Net FDI to pick up in 2nd half – Diokno

Credit to Author: MAYVELIN U. CARABALLO, TMT| Date: Thu, 03 Oct 2019 16:22:52 +0000

Net foreign direct investments (FDI) in the country are expected to pick up in the second semester of the year, Bangko Sentral ng Pilipinas (BSP) Governor Benjamin Diokno said.

In an interview, Diokno told reporters that the central bank was “optimistic [net FDI would reach] $8 billion or $9 billion for the year.”

Bangko Sentral ng Pilipinas (BSP) Governor Benjamin Diokno

His remarks came weeks after the BSP reported that net FDI in the first half reached $3.57 billion, down 38.8 percent from the amount recorded in the same period in 2018 — far from its downwardly revised $9-billion net inflow target this year.

Asked for comment on the lower first-half net FDI, Diokno said it could be attributed to the second tax reform proposal of the government and the mid-term elections earlier in the year.

“Maybe the FDI [inflows] slowed down because of [the] uncertainty [over] how the second package looks like and…because of the elections,” he said. “Usually, investors were in [on a] wait-and-see mode.”

Under the proposed second package of the Duterte administration’s Comprehensive Tax Reform Program — House Bill 4157, or the “Corporate Income Tax and Incentive Reform Act” (Citira) — the government would modernize the fiscal incentive system to establish a single menu of superior incentives that are performance-based, targeted, time-bound and fully transparent.

Also under the measure, the corporate income tax rate would be gradually reduced from 30 percent to 20 percent in 10 years.

Further details from the central bank’s latest net FDI report showed that equity capital investments declined to $361 million from $1.58 billion from January to June.
Placements dipped by 50.8 percent to $860 million, while withdrawals increased by 206.6 percent to $499 million.

Equity capital infusions in the period came mainly from Japan, the United States, Singapore, China and South Korea. These were channeled largely to financial and insurance, real estate, manufacturing, transportation and storage, administrative and support service.

Intercompany borrowings also fell by 28.8 percent to $2.70 billion from $3.80 billion in the same period in 2018.

On the other hand, reinvested earnings jumped by 12.1 percent to $507 million in the first six months of the year from $453 million in the same period last year.

Asked to comment on Diokno’s remarks, Philippine Economic Zone Authority (PEZA) Director General Charito Plaza — who has voiced opposition to the incentive rationalization portion in Citira — said on Thursday that net
FDI “would pick up if PEZA’s incentives to export-oriented industries would” remain untouched.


Work through the records that follow and return each line containing the word "price".
*** Opening of RECORD EXCERPTS ***
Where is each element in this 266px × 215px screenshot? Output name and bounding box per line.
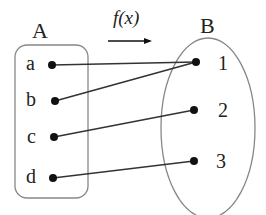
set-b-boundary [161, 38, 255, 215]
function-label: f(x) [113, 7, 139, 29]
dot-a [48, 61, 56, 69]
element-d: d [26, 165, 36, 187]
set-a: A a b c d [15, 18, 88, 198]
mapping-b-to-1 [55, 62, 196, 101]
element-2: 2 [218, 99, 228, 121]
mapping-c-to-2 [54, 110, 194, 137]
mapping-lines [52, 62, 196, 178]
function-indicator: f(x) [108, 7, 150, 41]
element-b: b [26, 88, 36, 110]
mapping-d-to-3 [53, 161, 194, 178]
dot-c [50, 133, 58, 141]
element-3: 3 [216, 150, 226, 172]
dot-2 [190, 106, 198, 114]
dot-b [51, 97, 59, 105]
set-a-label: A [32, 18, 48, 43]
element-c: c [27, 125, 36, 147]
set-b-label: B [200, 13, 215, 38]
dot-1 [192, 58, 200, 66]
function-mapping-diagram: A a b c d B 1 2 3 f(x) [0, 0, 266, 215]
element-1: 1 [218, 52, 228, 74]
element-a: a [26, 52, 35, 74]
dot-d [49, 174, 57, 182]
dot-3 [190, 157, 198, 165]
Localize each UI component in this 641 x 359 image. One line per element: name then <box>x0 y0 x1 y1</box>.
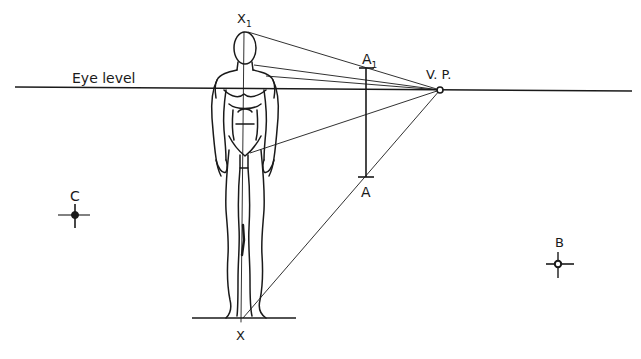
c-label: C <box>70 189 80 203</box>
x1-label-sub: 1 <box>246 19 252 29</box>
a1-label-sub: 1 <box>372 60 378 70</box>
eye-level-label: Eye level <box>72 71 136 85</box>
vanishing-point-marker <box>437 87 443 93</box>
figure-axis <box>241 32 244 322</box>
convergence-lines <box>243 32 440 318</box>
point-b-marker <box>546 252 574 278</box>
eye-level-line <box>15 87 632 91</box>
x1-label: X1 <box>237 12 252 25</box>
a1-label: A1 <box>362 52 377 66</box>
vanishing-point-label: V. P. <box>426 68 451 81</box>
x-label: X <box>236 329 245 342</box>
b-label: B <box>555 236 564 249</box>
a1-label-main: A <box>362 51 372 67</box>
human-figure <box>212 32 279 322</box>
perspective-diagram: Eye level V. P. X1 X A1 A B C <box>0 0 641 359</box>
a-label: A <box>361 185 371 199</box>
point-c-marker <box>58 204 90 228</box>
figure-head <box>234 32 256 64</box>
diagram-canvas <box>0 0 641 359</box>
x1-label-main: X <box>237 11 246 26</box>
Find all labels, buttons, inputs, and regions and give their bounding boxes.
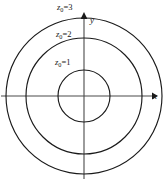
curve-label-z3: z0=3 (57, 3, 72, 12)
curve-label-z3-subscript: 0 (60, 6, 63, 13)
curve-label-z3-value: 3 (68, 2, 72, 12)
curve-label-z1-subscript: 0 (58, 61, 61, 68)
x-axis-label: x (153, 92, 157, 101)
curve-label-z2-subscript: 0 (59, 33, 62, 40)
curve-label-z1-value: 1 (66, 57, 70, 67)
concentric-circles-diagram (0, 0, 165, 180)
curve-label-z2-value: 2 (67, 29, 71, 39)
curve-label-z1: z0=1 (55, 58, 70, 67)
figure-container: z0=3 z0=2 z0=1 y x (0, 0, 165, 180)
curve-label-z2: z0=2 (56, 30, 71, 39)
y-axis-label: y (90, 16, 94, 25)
*** Close of RECORD EXCERPTS ***
*** Opening of RECORD EXCERPTS ***
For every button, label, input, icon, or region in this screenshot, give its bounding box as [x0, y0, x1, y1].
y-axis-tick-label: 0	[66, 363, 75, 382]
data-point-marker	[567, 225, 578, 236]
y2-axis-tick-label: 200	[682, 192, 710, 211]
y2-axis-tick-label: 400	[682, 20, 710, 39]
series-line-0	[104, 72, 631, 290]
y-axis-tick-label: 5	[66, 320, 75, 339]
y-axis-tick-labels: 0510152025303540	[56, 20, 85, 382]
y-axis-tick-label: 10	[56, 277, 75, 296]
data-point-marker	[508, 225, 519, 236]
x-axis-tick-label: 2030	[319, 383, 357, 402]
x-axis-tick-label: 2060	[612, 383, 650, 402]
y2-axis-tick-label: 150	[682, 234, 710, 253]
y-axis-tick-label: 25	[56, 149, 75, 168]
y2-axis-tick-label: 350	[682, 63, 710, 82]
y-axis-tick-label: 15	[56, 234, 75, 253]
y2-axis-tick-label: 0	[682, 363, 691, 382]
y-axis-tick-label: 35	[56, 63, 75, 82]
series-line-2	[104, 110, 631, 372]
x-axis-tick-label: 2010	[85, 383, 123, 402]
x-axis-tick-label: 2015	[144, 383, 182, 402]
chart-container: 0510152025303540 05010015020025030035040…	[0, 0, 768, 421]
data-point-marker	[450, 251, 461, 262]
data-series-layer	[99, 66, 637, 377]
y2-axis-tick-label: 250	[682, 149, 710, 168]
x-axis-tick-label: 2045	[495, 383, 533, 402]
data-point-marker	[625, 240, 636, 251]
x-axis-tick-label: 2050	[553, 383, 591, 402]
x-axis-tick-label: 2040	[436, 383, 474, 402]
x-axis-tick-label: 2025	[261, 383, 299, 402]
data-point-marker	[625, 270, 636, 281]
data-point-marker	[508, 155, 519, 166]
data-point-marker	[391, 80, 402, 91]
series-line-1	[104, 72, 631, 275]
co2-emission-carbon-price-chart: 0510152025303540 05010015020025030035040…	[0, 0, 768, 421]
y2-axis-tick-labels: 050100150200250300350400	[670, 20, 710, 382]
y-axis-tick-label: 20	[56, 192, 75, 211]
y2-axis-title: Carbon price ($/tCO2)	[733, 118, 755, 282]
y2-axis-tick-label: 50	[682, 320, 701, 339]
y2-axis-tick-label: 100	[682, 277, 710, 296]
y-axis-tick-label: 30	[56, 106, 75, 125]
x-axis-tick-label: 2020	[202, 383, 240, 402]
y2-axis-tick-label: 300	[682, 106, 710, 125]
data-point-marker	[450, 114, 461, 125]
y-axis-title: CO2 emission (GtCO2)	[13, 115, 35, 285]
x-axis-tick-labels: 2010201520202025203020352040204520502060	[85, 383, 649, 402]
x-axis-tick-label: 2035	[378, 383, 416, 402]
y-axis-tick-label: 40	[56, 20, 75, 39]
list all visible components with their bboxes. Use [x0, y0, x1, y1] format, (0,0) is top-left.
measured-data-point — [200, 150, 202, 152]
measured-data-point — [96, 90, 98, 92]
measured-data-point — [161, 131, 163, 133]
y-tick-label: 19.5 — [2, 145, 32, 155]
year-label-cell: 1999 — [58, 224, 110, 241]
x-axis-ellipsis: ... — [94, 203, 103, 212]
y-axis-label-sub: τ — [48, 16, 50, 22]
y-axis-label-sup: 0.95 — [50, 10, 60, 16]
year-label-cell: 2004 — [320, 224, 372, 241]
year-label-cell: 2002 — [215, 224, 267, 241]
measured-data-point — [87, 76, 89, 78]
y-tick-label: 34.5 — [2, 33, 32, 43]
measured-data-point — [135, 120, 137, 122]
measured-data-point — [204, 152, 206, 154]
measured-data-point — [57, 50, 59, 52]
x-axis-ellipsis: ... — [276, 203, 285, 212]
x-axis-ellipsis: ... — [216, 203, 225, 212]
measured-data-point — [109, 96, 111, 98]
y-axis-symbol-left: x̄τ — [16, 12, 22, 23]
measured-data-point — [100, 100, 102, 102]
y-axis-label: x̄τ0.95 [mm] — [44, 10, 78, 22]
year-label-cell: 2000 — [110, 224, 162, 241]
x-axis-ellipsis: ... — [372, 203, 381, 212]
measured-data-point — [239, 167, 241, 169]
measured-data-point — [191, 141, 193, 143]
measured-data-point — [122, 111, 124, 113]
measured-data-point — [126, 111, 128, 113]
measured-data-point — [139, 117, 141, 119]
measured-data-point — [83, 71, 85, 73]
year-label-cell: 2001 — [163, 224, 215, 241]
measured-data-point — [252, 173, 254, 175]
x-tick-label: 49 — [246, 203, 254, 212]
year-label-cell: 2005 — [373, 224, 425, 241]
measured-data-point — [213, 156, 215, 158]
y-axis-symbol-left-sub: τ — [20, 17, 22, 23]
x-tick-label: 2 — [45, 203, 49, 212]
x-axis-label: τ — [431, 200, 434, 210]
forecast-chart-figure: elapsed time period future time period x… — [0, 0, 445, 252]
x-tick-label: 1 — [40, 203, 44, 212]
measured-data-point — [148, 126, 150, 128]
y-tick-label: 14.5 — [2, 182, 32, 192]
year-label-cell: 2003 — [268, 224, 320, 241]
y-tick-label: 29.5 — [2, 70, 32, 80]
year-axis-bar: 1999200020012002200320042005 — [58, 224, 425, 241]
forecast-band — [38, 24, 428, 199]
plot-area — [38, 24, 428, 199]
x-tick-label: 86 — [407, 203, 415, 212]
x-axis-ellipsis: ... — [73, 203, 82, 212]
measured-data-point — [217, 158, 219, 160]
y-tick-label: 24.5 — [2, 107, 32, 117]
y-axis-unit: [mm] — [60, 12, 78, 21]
*** Close of RECORD EXCERPTS ***
RESPONSE TO THE TASK »
co2-emission-carbon-price-chart: 0510152025303540 05010015020025030035040…	[0, 0, 768, 421]
y2-axis-title: Carbon price ($/tCO2)	[733, 118, 755, 282]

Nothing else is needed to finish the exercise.